To distinctively support this segment, ETDB structures its strategy around seven core pillars:

  • Bottom-of-the-Pyramid Empowerment: Supporting credit models specifically geared toward low-income segments.
  • Cash-Flow Based Credit Analysis: Encouraging financial intermediaries to utilize cash-flow analysis over asset evaluation.
  • Collateral-Free Lending: Waiving traditional tangible collateral requirements for viable end-borrowers.
  • Intermediary Incentivization: Offering preferential terms and pricing incentives to partner financial institutions.
  • Women-Led Business Targeting: Actively directing capital to micro-businesses managed and owned by women.
  • Local Partnership Deployment: Collaborating with local organizations to overcome cultural and societal financial barriers.

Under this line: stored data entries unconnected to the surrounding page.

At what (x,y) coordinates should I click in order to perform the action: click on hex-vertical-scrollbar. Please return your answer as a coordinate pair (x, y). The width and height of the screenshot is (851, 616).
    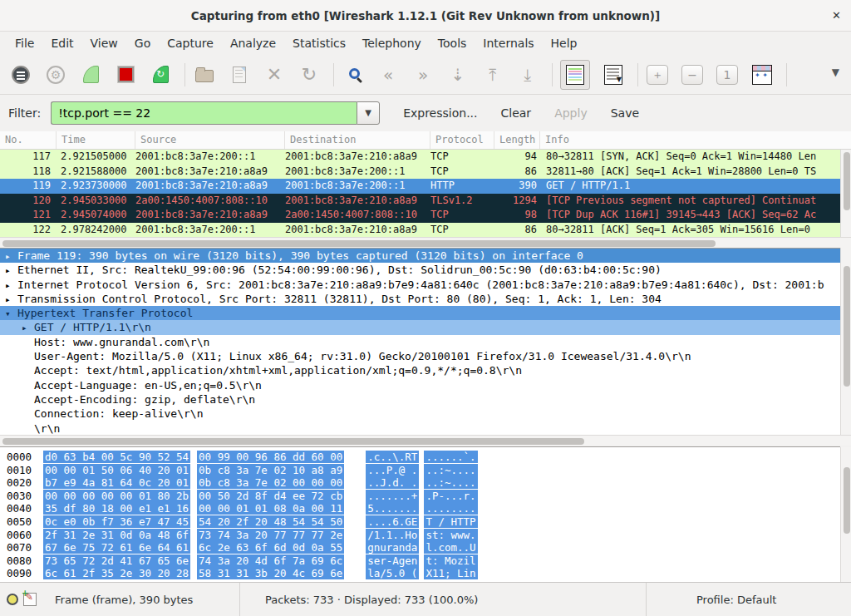
    Looking at the image, I should click on (846, 515).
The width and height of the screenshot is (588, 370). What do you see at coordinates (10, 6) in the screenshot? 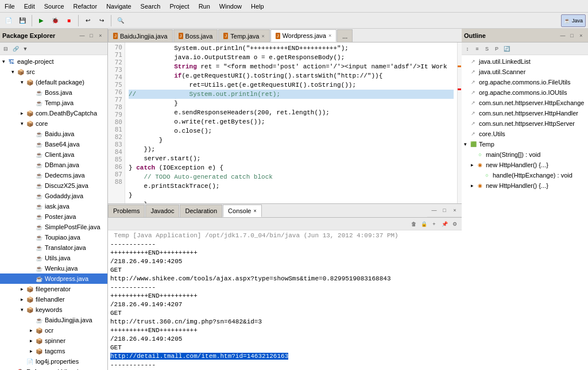
I see `menu-file: File` at bounding box center [10, 6].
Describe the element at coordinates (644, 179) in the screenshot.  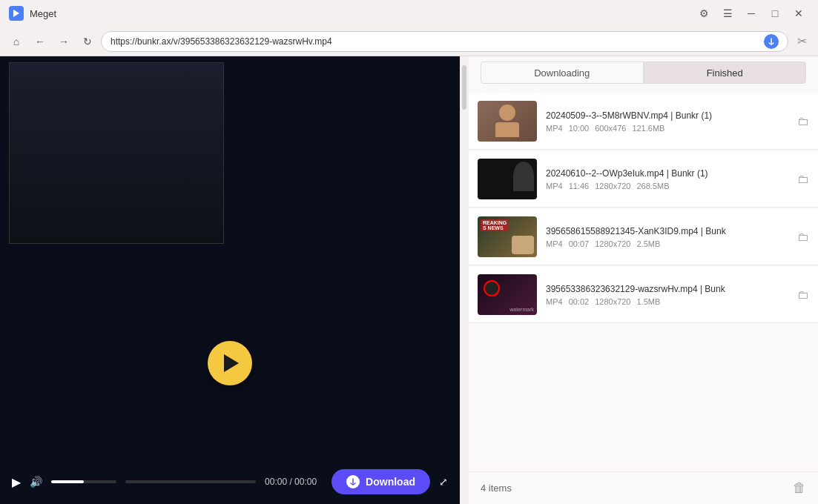
I see `download-item: 20240610--2--OWp3eIuk.mp4 | Bunkr (1) MP…` at that location.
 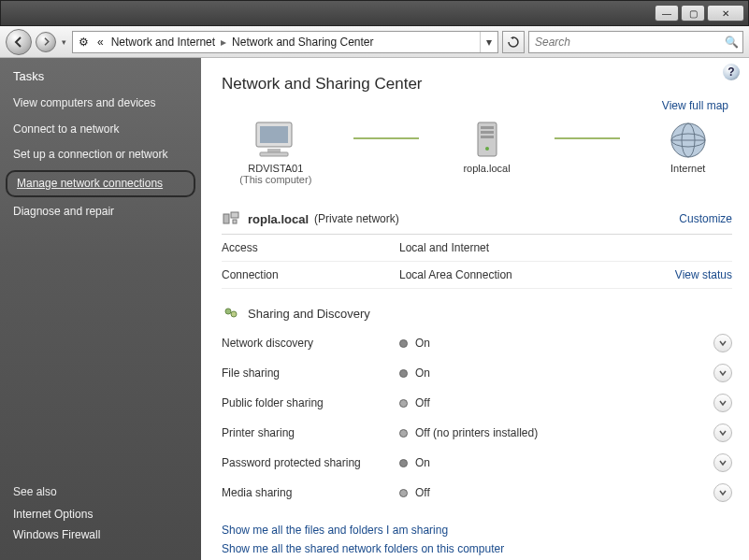 I want to click on show-shared-folders-link: Show me all the shared network folders o…, so click(x=477, y=549).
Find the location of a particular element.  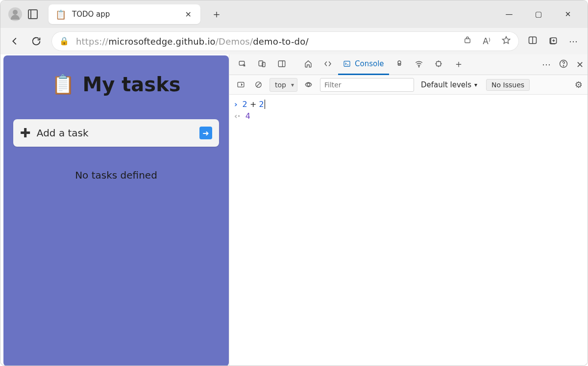

console-tab-label: Console is located at coordinates (369, 64).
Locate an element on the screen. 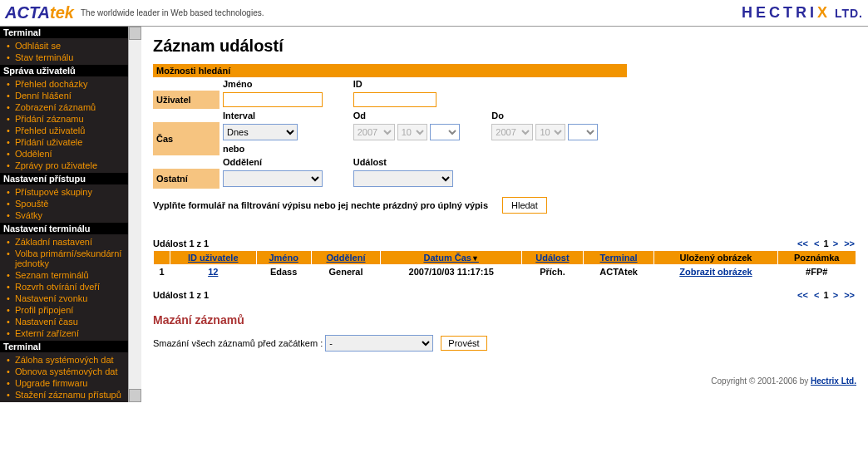 The image size is (868, 472). sidebar-link: Seznam terminálů is located at coordinates (52, 275).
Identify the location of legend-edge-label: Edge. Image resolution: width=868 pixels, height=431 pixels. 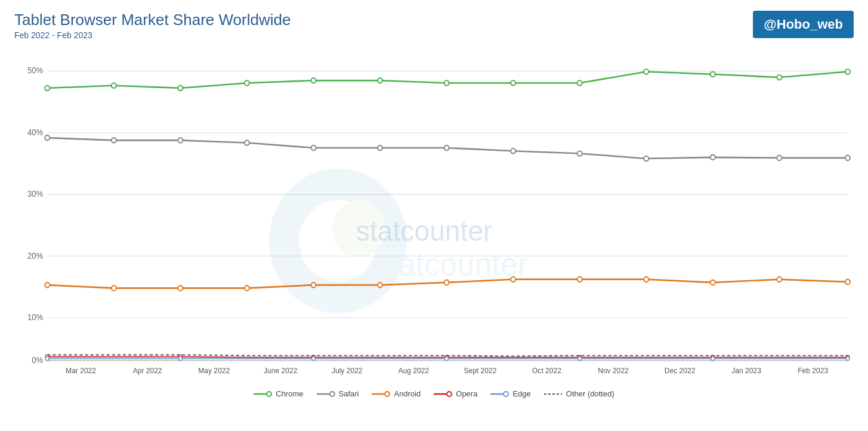
(521, 393).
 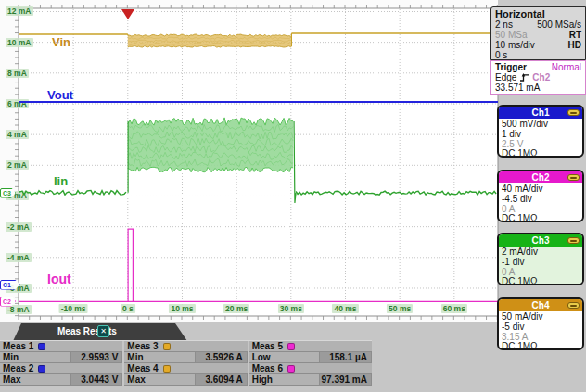 What do you see at coordinates (538, 33) in the screenshot?
I see `horizontal-panel: Horizontal 2 ns 500 MSa/s 50 MSa RT 10 m…` at bounding box center [538, 33].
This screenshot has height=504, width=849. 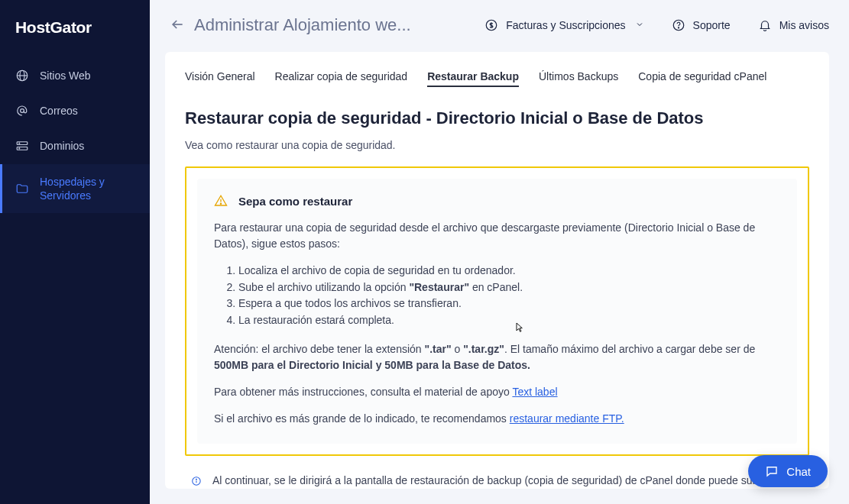 I want to click on brand-logo: HostGator, so click(x=75, y=29).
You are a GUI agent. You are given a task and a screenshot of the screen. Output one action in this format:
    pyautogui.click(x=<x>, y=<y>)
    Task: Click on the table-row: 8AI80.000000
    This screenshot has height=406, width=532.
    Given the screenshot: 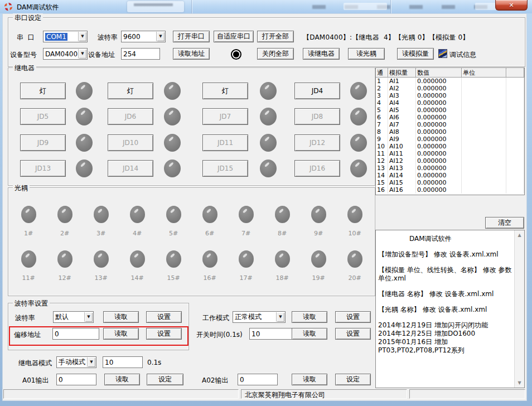 What is the action you would take?
    pyautogui.click(x=450, y=132)
    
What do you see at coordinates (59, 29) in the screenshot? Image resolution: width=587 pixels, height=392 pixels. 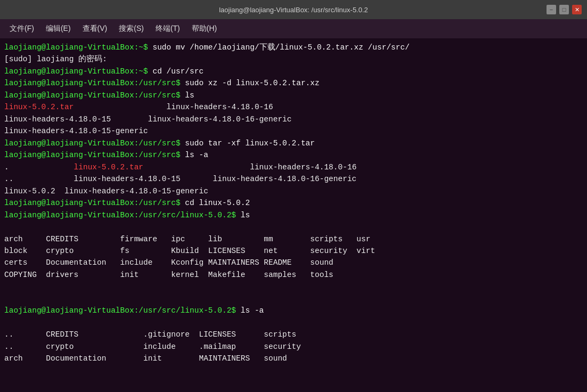 I see `menu-item-edit: 编辑(E)` at bounding box center [59, 29].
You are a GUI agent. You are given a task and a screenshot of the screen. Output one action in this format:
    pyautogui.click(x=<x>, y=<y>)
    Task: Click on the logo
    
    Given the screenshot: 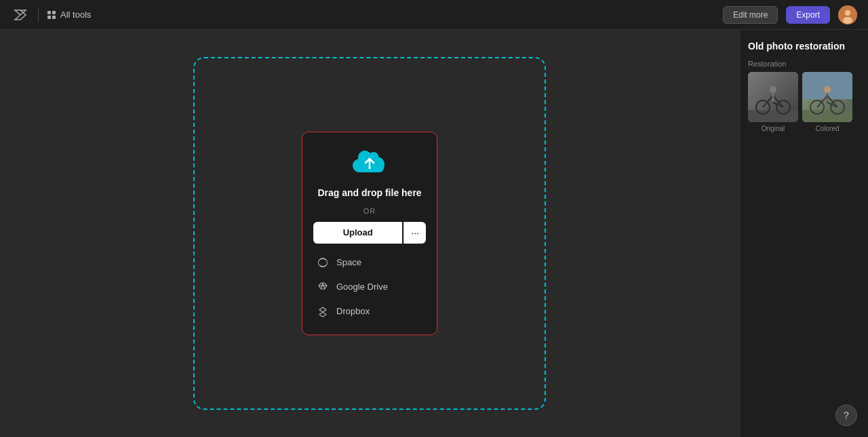 What is the action you would take?
    pyautogui.click(x=20, y=15)
    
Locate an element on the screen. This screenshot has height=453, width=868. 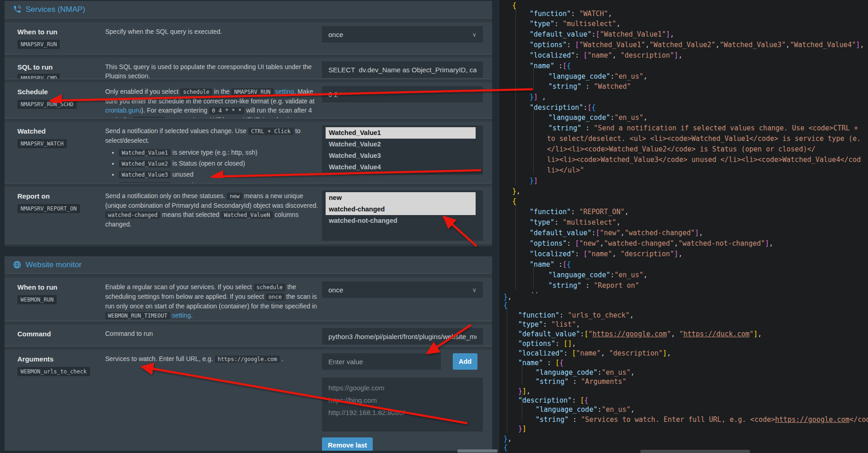
inline-link: crontab.guru is located at coordinates (123, 110).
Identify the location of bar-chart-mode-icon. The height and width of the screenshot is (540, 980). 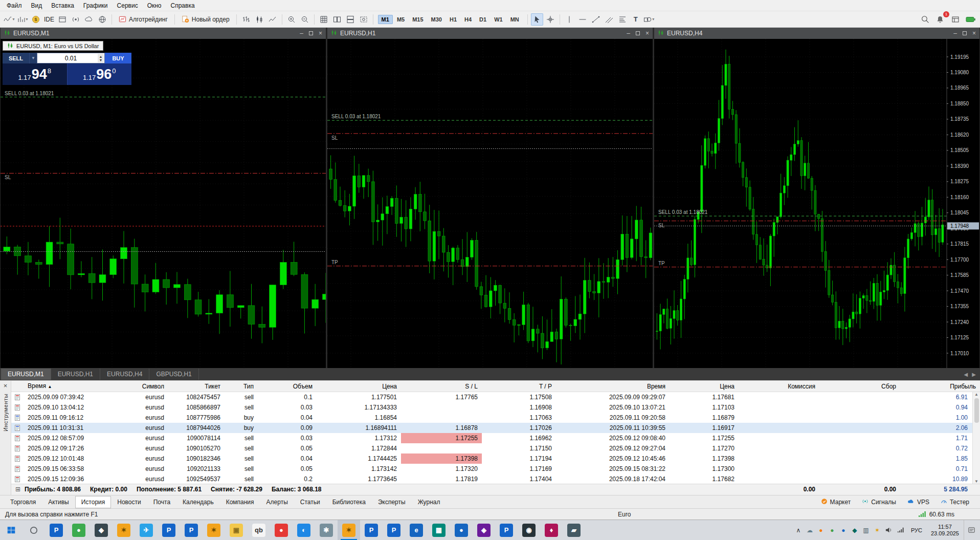
(246, 19).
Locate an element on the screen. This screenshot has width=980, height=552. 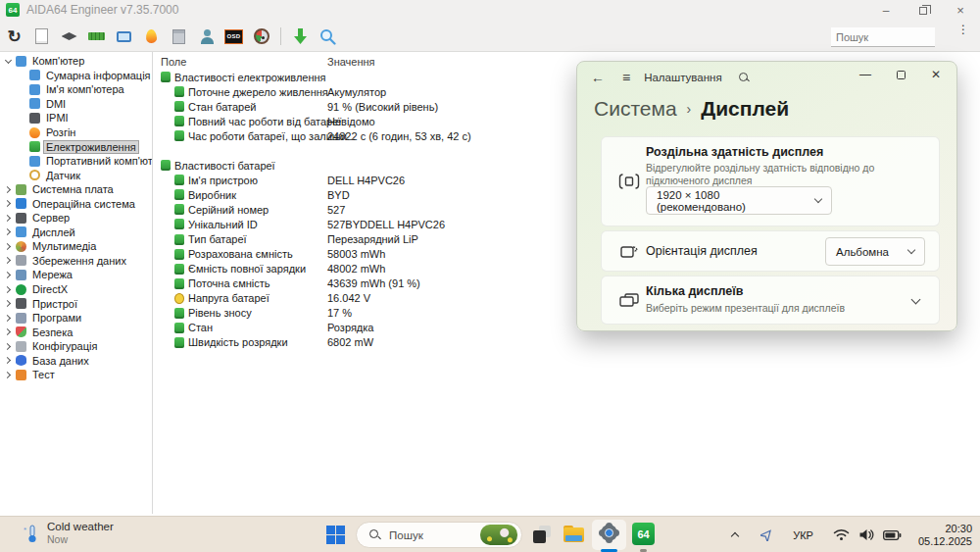
refresh-button: ↻ is located at coordinates (14, 36).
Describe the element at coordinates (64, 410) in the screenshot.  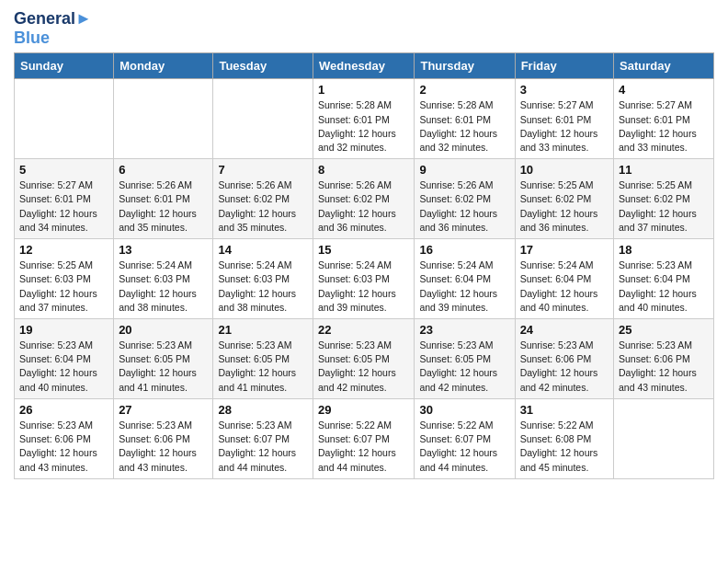
I see `day-number: 26` at that location.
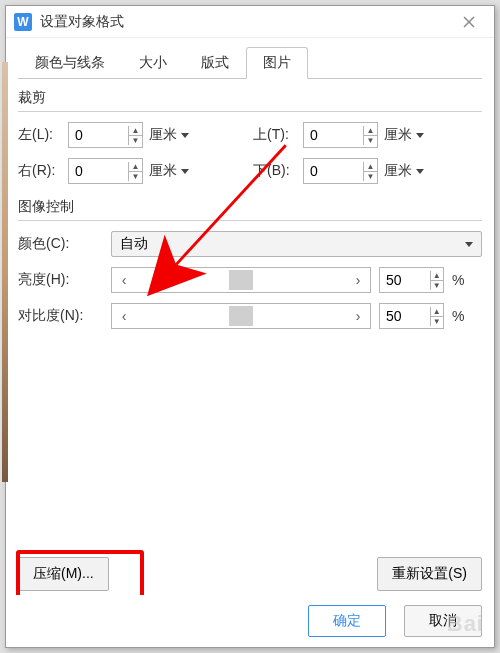 The height and width of the screenshot is (653, 500). What do you see at coordinates (98, 135) in the screenshot?
I see `crop-left-input` at bounding box center [98, 135].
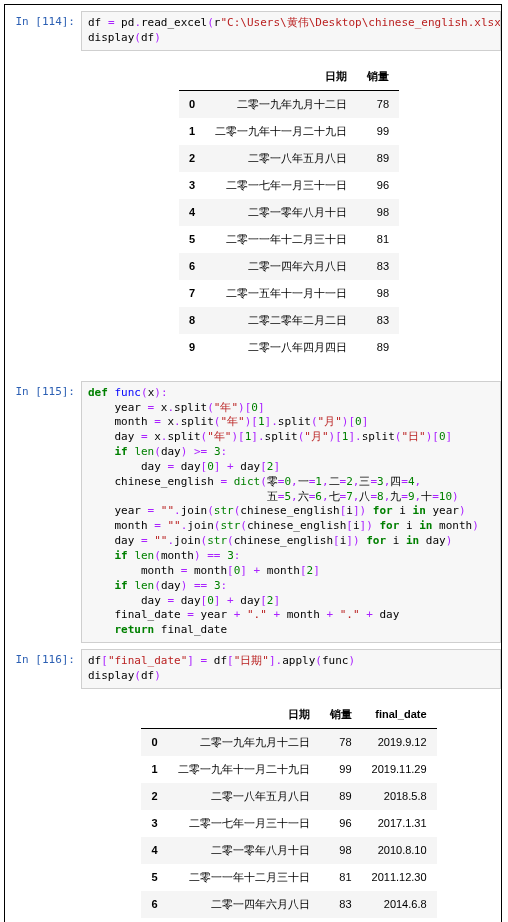 The height and width of the screenshot is (922, 508). What do you see at coordinates (350, 614) in the screenshot?
I see `code-token: "."` at bounding box center [350, 614].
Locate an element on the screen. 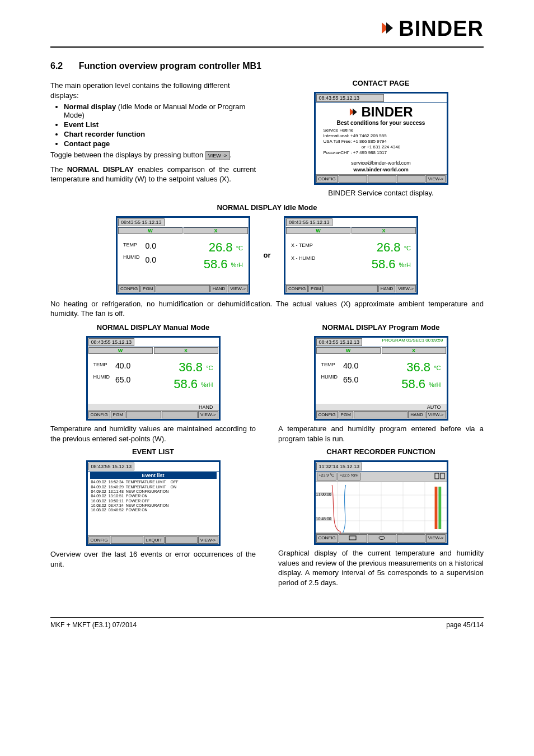 This screenshot has width=534, height=756. idle-a-x-humid: 58.6 is located at coordinates (216, 264).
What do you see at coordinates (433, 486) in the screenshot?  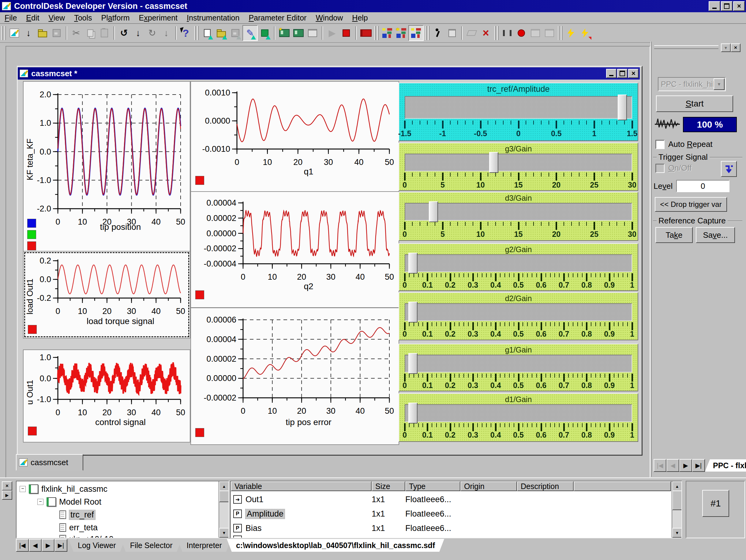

 Structural Framework of M-SME Development Loans

  • Financing Structures: Facilities are deployed through both conventional and Islamic finance modalities.
  • Maturity Profile: Standard loan tenors range from 2 to 5 years. Subordinated (Tier II) M-SME loans can extend up to 10 years.
  • Use of Funds: Intermediaries may deploy funds to SMEs for either for their Investment Capital, Working Capital or Trade Finance needs.

For specialized thematic M-SME facilities such as environmental sustainability, digitalization, and women or youth inclusion etc., specific performance metrics and reporting criteria are explicitly incorporated into the facility agreements to guarantee full compliance with the targeted development goals.

  • Sub-Borrower Criteria: Beneficiaries must be private entities residing and registered within ETDB member states and fulfil the official national M-SME definition of their respective jurisdictions.
  • Minimum On-Lending Tenor: To ensure sub-borrowers receive structural, long-term capital, intermediaries must maintain a minimum on-lending tenure of 6 months.

Operational Workflow and Risk Allocation

  • Application Pathway: End-user M-SMEs apply to the local partner financial institutions rather than ETDB, subject to the individual intermediary’s underwriting guidelines.
  • Delegated Authority: Intermediaries allocate funds autonomously without prior ETDB approval, provided end-borrowers fulfil all baseline eligibility criteria. For detailed information on the eligibility criteria for ETDB M-SME finance facilities through financial intermediaries, please click here.
  • Sub-loan Risk: To safeguard institutional capital while ensuring wide-reaching fund deployment, ETDB utilizes a layered risk-sharing framework with its partner financial institutions. Under this structure, the ultimate credit risk of the sub-loans—specifically the repayment risk of individual M-SMEs—is fully borne by the participating financial intermediary. Consequently, ETDB’s direct financial exposure is limited strictly to the institutional credit risk of the financial intermediary itself.